(My thoughts on this book already showed up on tumblr, but this DW version has more in it, because I feel freer to express myself. See previous post re: my odd relationship to making text posts on tumblr... :D )
My first read for 2025 book bingo! I chose the "literary fiction" square to start, and read "Everything I Never Told You" (2014), Celeste Ng's debut novel. I'd never read anything of hers, so I was curious.
When I first picked it up, I was worried for a minute about whether it would count as "literary fiction", a mode that gets argued about a lot and carries class connotations with it, so I'm not always sure what it's supposed to include. But I went ahead, because I saw the "literary fiction" tag on various reviews and in the public library (along with things like "mystery").
But then I was reassured, and also cracked myself up, when I got into the story.
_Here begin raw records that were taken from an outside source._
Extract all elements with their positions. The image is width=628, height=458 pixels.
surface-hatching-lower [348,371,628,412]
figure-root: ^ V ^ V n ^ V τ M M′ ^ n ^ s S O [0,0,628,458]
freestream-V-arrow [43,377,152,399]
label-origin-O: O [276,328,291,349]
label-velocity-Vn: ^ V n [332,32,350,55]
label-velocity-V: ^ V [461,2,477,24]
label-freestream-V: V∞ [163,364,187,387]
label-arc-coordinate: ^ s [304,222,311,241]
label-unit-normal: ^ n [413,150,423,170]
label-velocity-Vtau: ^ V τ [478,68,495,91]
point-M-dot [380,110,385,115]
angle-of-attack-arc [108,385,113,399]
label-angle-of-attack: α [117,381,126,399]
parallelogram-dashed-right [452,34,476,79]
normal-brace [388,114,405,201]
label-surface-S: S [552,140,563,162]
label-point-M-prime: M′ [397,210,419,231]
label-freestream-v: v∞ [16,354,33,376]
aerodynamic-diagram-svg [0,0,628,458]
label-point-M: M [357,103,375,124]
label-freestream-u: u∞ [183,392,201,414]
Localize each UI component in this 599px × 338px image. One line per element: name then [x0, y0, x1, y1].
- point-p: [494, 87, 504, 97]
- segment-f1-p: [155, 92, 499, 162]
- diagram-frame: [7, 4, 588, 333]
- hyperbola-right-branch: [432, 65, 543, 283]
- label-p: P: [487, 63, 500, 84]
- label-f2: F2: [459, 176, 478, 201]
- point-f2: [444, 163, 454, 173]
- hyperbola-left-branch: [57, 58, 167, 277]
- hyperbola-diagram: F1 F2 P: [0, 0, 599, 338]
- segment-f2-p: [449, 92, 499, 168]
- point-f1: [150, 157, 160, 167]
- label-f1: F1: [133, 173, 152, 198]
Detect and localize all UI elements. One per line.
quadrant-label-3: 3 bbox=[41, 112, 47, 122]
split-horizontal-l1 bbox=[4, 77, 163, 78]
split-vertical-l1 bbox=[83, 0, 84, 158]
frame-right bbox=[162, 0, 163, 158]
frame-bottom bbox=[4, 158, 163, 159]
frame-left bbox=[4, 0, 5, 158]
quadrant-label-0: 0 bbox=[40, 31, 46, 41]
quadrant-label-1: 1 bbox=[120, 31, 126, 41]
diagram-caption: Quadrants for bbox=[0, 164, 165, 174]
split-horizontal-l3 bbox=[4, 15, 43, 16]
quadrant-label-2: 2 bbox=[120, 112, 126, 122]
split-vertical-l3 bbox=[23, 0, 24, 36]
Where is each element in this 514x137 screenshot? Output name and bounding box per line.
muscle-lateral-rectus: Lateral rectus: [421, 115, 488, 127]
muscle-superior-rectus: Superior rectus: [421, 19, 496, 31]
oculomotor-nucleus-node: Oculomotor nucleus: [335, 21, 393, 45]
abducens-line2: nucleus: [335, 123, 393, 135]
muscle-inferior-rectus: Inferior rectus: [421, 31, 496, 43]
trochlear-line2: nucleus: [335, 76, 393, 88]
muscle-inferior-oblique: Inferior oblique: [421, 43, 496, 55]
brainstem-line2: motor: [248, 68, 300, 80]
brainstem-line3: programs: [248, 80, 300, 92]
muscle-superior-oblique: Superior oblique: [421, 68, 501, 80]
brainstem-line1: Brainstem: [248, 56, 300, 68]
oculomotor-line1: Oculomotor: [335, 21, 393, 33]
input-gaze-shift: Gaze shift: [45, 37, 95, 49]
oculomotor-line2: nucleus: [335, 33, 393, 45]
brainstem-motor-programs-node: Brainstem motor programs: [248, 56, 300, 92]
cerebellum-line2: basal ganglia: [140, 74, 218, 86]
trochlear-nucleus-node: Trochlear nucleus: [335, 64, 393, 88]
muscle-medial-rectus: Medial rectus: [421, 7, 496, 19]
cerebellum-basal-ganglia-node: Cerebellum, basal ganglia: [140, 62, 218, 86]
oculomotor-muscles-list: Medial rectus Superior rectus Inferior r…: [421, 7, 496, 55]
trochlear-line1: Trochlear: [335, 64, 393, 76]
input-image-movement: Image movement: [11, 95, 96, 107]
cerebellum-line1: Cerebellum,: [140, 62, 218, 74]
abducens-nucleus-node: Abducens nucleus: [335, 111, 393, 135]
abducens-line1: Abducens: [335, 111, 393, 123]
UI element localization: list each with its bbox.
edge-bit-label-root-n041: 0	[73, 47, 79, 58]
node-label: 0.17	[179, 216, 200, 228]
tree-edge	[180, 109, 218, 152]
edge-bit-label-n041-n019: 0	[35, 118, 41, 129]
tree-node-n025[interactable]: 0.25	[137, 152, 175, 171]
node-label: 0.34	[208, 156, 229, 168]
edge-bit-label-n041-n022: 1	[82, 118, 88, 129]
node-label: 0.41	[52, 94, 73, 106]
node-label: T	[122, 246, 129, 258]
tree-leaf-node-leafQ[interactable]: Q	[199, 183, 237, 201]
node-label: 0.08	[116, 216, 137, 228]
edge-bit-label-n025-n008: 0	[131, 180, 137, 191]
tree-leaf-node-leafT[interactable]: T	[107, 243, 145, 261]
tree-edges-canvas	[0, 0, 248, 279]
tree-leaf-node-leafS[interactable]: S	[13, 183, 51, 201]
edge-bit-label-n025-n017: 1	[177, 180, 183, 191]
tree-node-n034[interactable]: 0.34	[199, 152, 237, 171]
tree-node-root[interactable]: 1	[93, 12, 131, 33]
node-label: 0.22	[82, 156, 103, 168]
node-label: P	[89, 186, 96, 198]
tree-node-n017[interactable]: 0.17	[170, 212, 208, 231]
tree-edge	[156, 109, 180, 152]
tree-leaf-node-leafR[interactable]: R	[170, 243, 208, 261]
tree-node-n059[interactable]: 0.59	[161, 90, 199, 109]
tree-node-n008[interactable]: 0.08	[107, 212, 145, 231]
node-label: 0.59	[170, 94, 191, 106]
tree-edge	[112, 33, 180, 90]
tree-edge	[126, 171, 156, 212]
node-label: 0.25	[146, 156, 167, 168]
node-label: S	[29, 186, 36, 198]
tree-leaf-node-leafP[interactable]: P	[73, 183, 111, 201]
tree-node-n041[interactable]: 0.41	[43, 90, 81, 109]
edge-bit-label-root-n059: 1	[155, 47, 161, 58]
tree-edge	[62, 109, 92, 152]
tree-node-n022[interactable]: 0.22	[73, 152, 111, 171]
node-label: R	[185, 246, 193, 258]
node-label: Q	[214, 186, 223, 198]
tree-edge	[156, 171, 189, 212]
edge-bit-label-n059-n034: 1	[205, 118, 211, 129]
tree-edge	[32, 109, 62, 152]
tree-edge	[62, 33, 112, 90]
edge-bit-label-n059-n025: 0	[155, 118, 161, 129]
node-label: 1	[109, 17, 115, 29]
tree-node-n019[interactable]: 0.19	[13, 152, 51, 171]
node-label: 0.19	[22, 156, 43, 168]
Oh look, a repressed unhappy suburban family who absolutely cannot communicate, with a dad who's a professor who sleeps with one of his own pretty female students, and someone dies, and there is closeted homosexuality. Literary fiction bingo! It's even set in the 1970s--like, welcome back to "The Ice Storm".
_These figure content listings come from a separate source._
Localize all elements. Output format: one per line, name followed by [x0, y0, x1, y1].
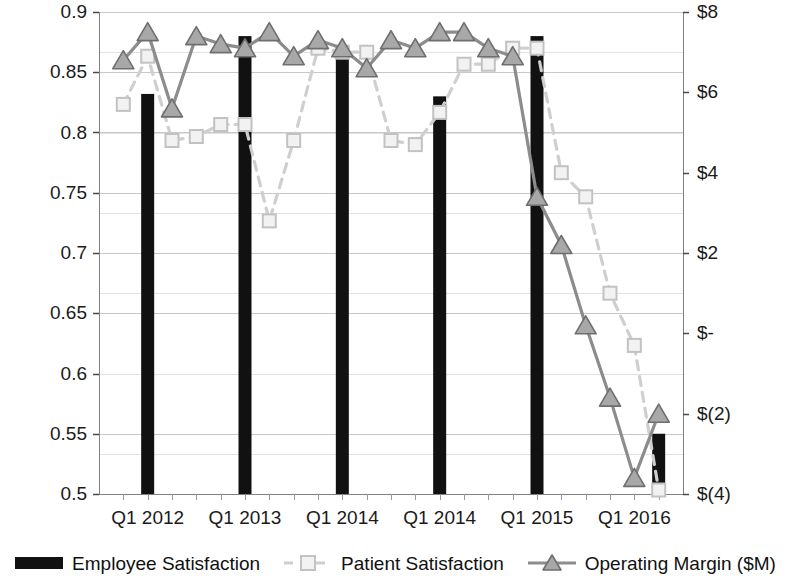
- square-marker: [214, 118, 227, 131]
- x-axis-tick-label: Q1 2013: [190, 508, 300, 527]
- square-marker: [263, 214, 276, 227]
- square-marker: [555, 166, 568, 179]
- y-axis-left-tick-label: 0.8: [61, 123, 87, 142]
- bar: [531, 36, 544, 494]
- y-axis-left-tick-label: 0.5: [61, 484, 87, 503]
- y-axis-left-tick-label: 0.9: [61, 2, 87, 21]
- gridlines: [99, 13, 683, 495]
- y-axis-right-tick-label: $6: [697, 82, 718, 101]
- chart-legend: Employee SatisfactionPatient Satisfactio…: [0, 548, 789, 578]
- legend-item[interactable]: Operating Margin ($M): [526, 553, 776, 573]
- y-axis-right-tick-label: $(2): [697, 404, 731, 423]
- y-axis-left-tick-label: 0.75: [50, 183, 87, 202]
- y-axis-left-tick-label: 0.85: [50, 62, 87, 81]
- x-axis-tick-label: Q1 2014: [385, 508, 495, 527]
- triangle-marker: [551, 236, 572, 254]
- bar: [433, 96, 446, 494]
- y-axis-left-tick-label: 0.6: [61, 364, 87, 383]
- triangle-marker-icon: [526, 553, 578, 573]
- bar-series-employee-satisfaction: [141, 36, 665, 494]
- y-axis-right-tick-label: $4: [697, 163, 718, 182]
- x-axis-tick-label: Q1 2015: [482, 508, 592, 527]
- triangle-marker: [527, 187, 548, 205]
- triangle-marker: [137, 23, 158, 41]
- y-axis-left-tick-label: 0.65: [50, 303, 87, 322]
- bar-swatch-icon: [13, 553, 65, 573]
- square-marker: [385, 134, 398, 147]
- y-axis-left-tick-label: 0.55: [50, 424, 87, 443]
- square-marker: [628, 339, 641, 352]
- y-axis-right-tick-label: $-: [697, 323, 714, 342]
- legend-item-label: Patient Satisfaction: [341, 554, 504, 573]
- bar: [336, 58, 349, 494]
- square-marker: [652, 484, 665, 497]
- bar: [141, 94, 154, 494]
- x-axis-tick-label: Q1 2012: [93, 508, 203, 527]
- legend-item-label: Operating Margin ($M): [585, 554, 776, 573]
- triangle-marker: [162, 99, 183, 117]
- triangle-marker: [575, 316, 596, 334]
- triangle-marker: [405, 39, 426, 57]
- square-marker: [239, 118, 252, 131]
- y-axis-left-tick-label: 0.7: [61, 243, 87, 262]
- series-path: [123, 48, 658, 490]
- triangle-marker: [624, 468, 645, 486]
- legend-item[interactable]: Employee Satisfaction: [13, 553, 260, 573]
- chart-plot-area: [0, 0, 789, 587]
- square-marker: [360, 46, 373, 59]
- triangle-marker: [259, 23, 280, 41]
- square-marker: [190, 130, 203, 143]
- legend-item[interactable]: Patient Satisfaction: [282, 553, 504, 573]
- series-path: [123, 32, 658, 478]
- square-marker: [409, 138, 422, 151]
- x-axis-tick-label: Q1 2014: [287, 508, 397, 527]
- y-axis-right-tick-label: $2: [697, 243, 718, 262]
- x-axis-tick-label: Q1 2016: [579, 508, 689, 527]
- square-marker: [531, 42, 544, 55]
- square-marker: [458, 58, 471, 71]
- square-marker: [579, 190, 592, 203]
- y-axis-right-tick-label: $(4): [697, 484, 731, 503]
- bar: [239, 36, 252, 494]
- square-marker: [117, 98, 130, 111]
- y-axis-right-tick-label: $8: [697, 2, 718, 21]
- triangle-marker: [478, 39, 499, 57]
- square-marker: [287, 134, 300, 147]
- line-series-operating-margin-m: [113, 23, 669, 487]
- triangle-marker: [210, 35, 231, 53]
- square-marker-icon: [282, 553, 334, 573]
- triangle-marker: [648, 404, 669, 422]
- chart-container: 0.90.850.80.750.70.650.60.550.5$8$6$4$2$…: [0, 0, 789, 587]
- triangle-marker: [308, 31, 329, 49]
- square-marker: [604, 287, 617, 300]
- triangle-marker: [186, 27, 207, 45]
- triangle-marker: [600, 388, 621, 406]
- square-marker: [433, 106, 446, 119]
- line-series-patient-satisfaction: [117, 42, 665, 497]
- legend-item-label: Employee Satisfaction: [72, 554, 260, 573]
- square-marker: [482, 58, 495, 71]
- triangle-marker: [381, 31, 402, 49]
- square-marker: [166, 134, 179, 147]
Nothing wrong with heaps of common tropes, of course--hell, I love lots of tropes, I write & read fanfic. :D It's just funny how snobby some advocates of Literary Fiction can get, when it can be just as predictable as any other mode (in good ways and bad). And this is an enjoyable book, despite how much I may sprain my eyes at professor-student adultery-to-comfort-his-own-angst blegh (not a moral thing, I'm probably just at Bitch Eating Crackers* level with its use in fiction, so I end up falling out of the story too much).
*(Bitch Eating Crackers: shockingly, the idiom doesn't have a Know Your Meme entry. The short version is that it came from this comedy postcard on the someecards site back in the day with the text "Once you hate someone, everything they do is offensive. 'Look at this bitch eating those crackers like she owns the place.'")
The book was a good read in general, flew by, and juggles POVs and timelines and various pieces of information in interesting ways (who thinks what, who means what, who misinterprets what, who knows or doesn't know what) that kept me involved.
The issue of race, Chinese-American specificity, plus being set in a mixed-race family in a very white milieu, that's all very particular and interesting, as is the intersectional way it includes the issue of being a woman in male-dominated spaces and cultures (and resisting or not resisting certain modes of culturally-defined womanhood within socially feminized spaces too). It grounds those situations so well through character, the details of daily life, all of that. There was a satisfying conversation where the Chinese-American husband is like 'you don't know how it is to be The Other in a sea of the dominant/oppressive culture' (I'm paraphrasing, he doesn't talk like that :D ) and the white American wife tells him details of how it was to soldier through chemistry classes chock-full of men who harassed, belittled, tormented, and overlooked her. Luckily, it doesn't become an Oppression Olympics situation...they come to understand each other and their potential intersectional similarities very late in the book, but better late than never.
And as someone who was a child in the 1970s, the historical 70s-ness usually felt pretty spot-on. Although I have no memory of an unlocked seatbelt triggering a chime at that time--but, we didn't have new cars, so as that function was rolled out I might've just been late to experience it.
I appreciated the tiny future glimpses at the very end, a comforting way to wrap up what had been a pretty sad story. It did make me wonder if that one line about touching the bump on Jack's nose is supposed to indicate eventual requiting! It would need to be unpacked, and actually struck me as a good basis for fanfic--so I went and looked, and of course there are like thirty-something Jack/Nath stories on AO3. :D
Speaking of Nath... my mind initially heard that as Nath with a short-a, rhyming with bath, until we learned it's short for Nathan. But nevertheless, I had to stop and correct myself so often throughout the entire book, forcing myself to think of it with the long a. It's absolutely a
verbal nickname for Nathan, no problem, but
visually it wasn't intuitive. I think the more typical rules of English spelling/pronunciation kept intruding on me.
Anyway, I'm glad I read it, and appreciate the bingo square giving me the push.